51 Mo. 571 | Mo. | 1873
delivered the opinion of the court. •
This was a proceeding in the nature of a bill in chancery, brought by James E. Lincoln in the Circuit Court of Clay County, against Thomas Rowe, Nancy, his wife, and James M. Jones, trustee for said Nancy, to subject certain real estate to the payment of a debt.
The petition in substance charges, that Thomas Rowe was indebted to plaintiff, in about the sum of $150 ; that plaintiff brought suit, obtained judgment for such indebtedness, had execution issued and levied upon certain real estate, and when the same was sold thereunder, bought it in, and received a deed from the Sheriff therefor; that said real estate was at the time of the said purchase, held in trust by one Shay, for the use and benefit of said Nancy, wife, as aforesaid. The petition alleges that plaintiff commenced suit after his purchase, to set aside said conveyance to Shay, and while said suit was pending, defendant Tlios. Rowe, and his said wife Nancy, proposed to compromise said suit, and if plaintiff would dismiss the same, they would execute their note to him for $150, payable in sixty days; that this proposition was accepted, said
The petition then concludes with a prayer for the subjection of said real estate to the payment of the debt, and that the land be sold for that purpose, &c.
The defendants filed a demurrer to this petition, and as grounds therefor, assigned that: several causes of action were improperly united in this, that judgment was sought against two of the defendants on a promissory note, and the land of the other defendant asked to be subjected to sale for the payment of that note; that the plaintiff sought to bind the property of a married woman for the payment of her husband’s debt; and that the instrument declared and showed that the wife did not bind, nor intend to bind, her separate property.
The petition was adjudged insufficient, final judgment on demurrer wás'entered, and the plaintiff brings this cause here by a writ of error.
There is but one cause of action set forth in the petition, and its sufficiency depends solely upon the power of a married woman, for whose separate use realty has been conveyed to a trustee, to charge that property by the execution of a promissory note in conjunction with her husband.
The allegation is made in the petition, which the demurrer
When courts of equity, in contravention of the strict rules of old common law, promulgated the principle that quoad her separate estate a femme covert was a femme sole, they thereby dug the channel for that stream of consequences, which necessarily flows from such a fountain; viz: being the owner of the property, the jus disjjonendi, and other ordinary and inseparable incidents of ownership, would immediately attach thereto.
And thus it was held at a very early day in the history of equity jurisprudence, that a femme covert although powerless to make a contract which would bind her personally, or at law, might so charge her separate property as to subject it to the payment of her debts.
It would be a hopeless task to endeavor to reconcile, and a profitless one to even compare the multiform and nebulous decisions, which have been made by the highest courts, both of England and of this country, as to the character of the acts, necessary on the part of a married woman to evince her design to create a liability, for which her separate estate could alone be held answerable.
But by all the authorities it is held that whenever such intent is manifested in the appropriate way, the universally conceded result of holding her property chargeable will certainly ensue.
The petition at bar would undoubtedly be free from objection, even in those courts which hold that the engagement must be made with reference to, and upon the faith of the married woman’s estate; for such a contract is therein most explicitly averred.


_TASK REQUIREMENTS_
Below are records to retype exactly, except for the pictures.

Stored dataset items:
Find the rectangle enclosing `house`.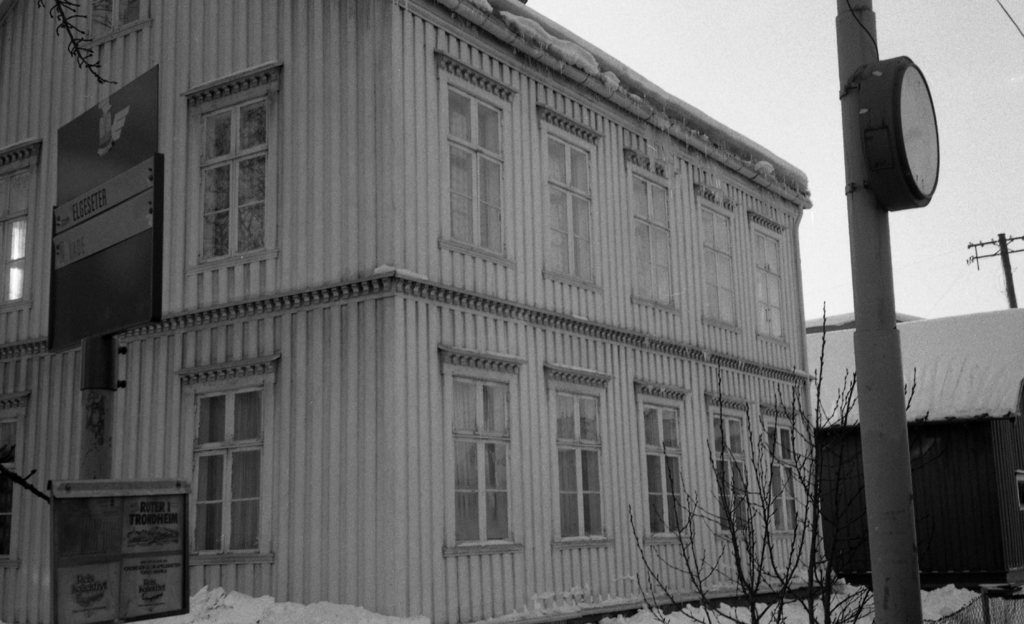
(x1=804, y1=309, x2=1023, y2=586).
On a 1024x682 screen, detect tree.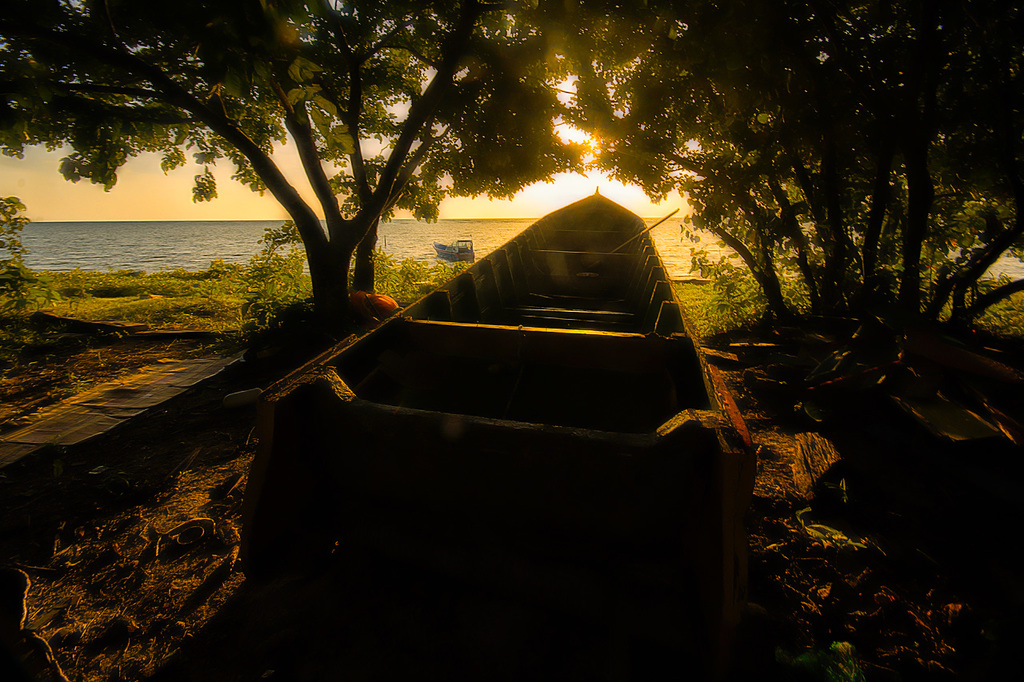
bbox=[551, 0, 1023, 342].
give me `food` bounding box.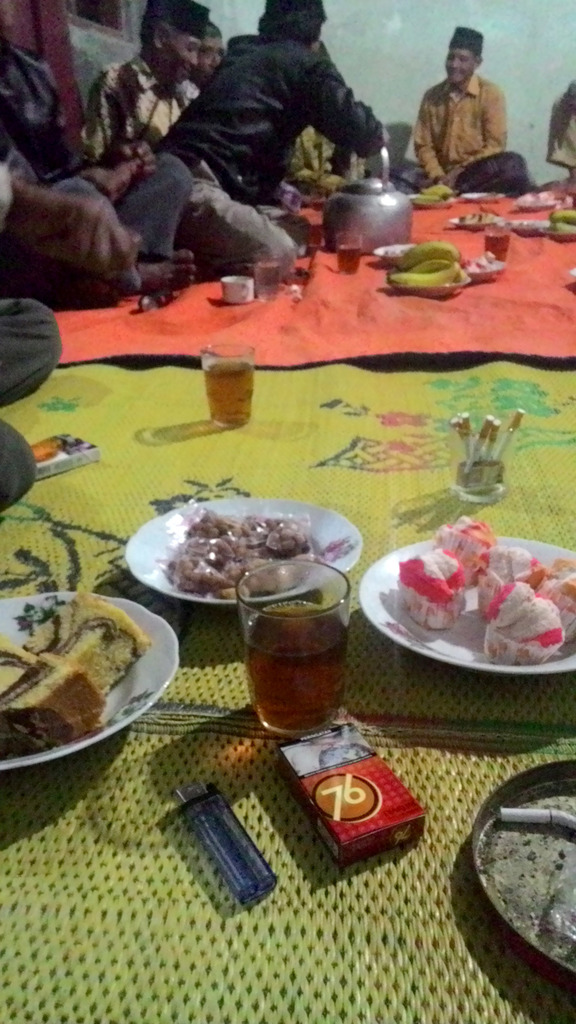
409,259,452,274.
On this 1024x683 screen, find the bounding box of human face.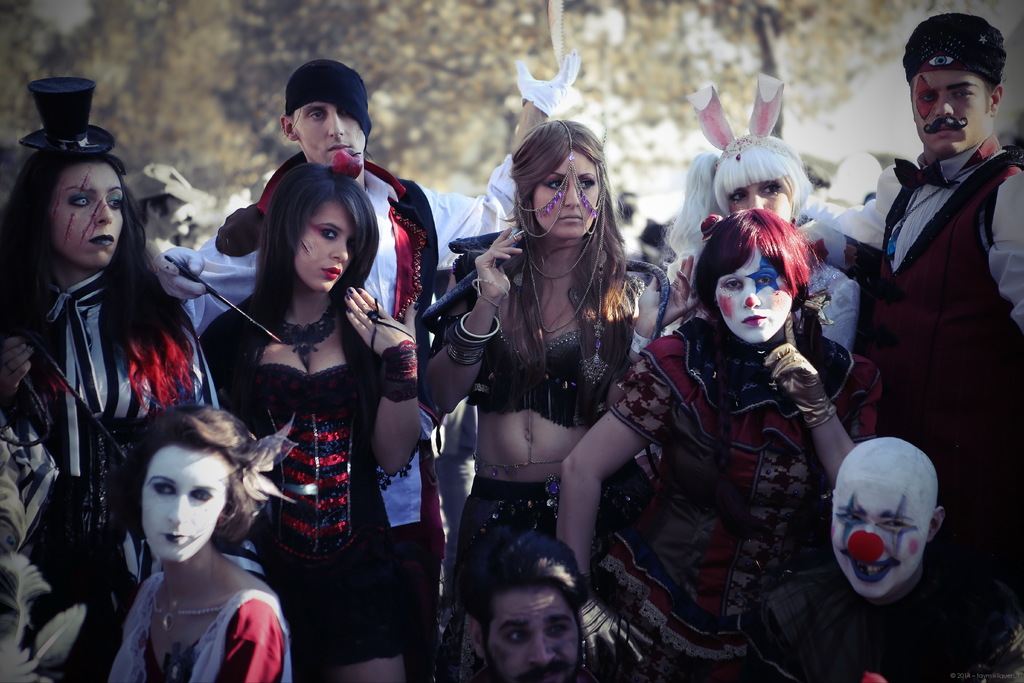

_YOUR SOLUTION_
Find the rectangle enclosing `house`.
(x1=804, y1=309, x2=1023, y2=586).
On a 1024x682 screen, detect tree.
bbox=[551, 0, 1023, 342].
give me `food` bounding box.
409,259,452,274.
On this 1024x683 screen, find the bounding box of human face.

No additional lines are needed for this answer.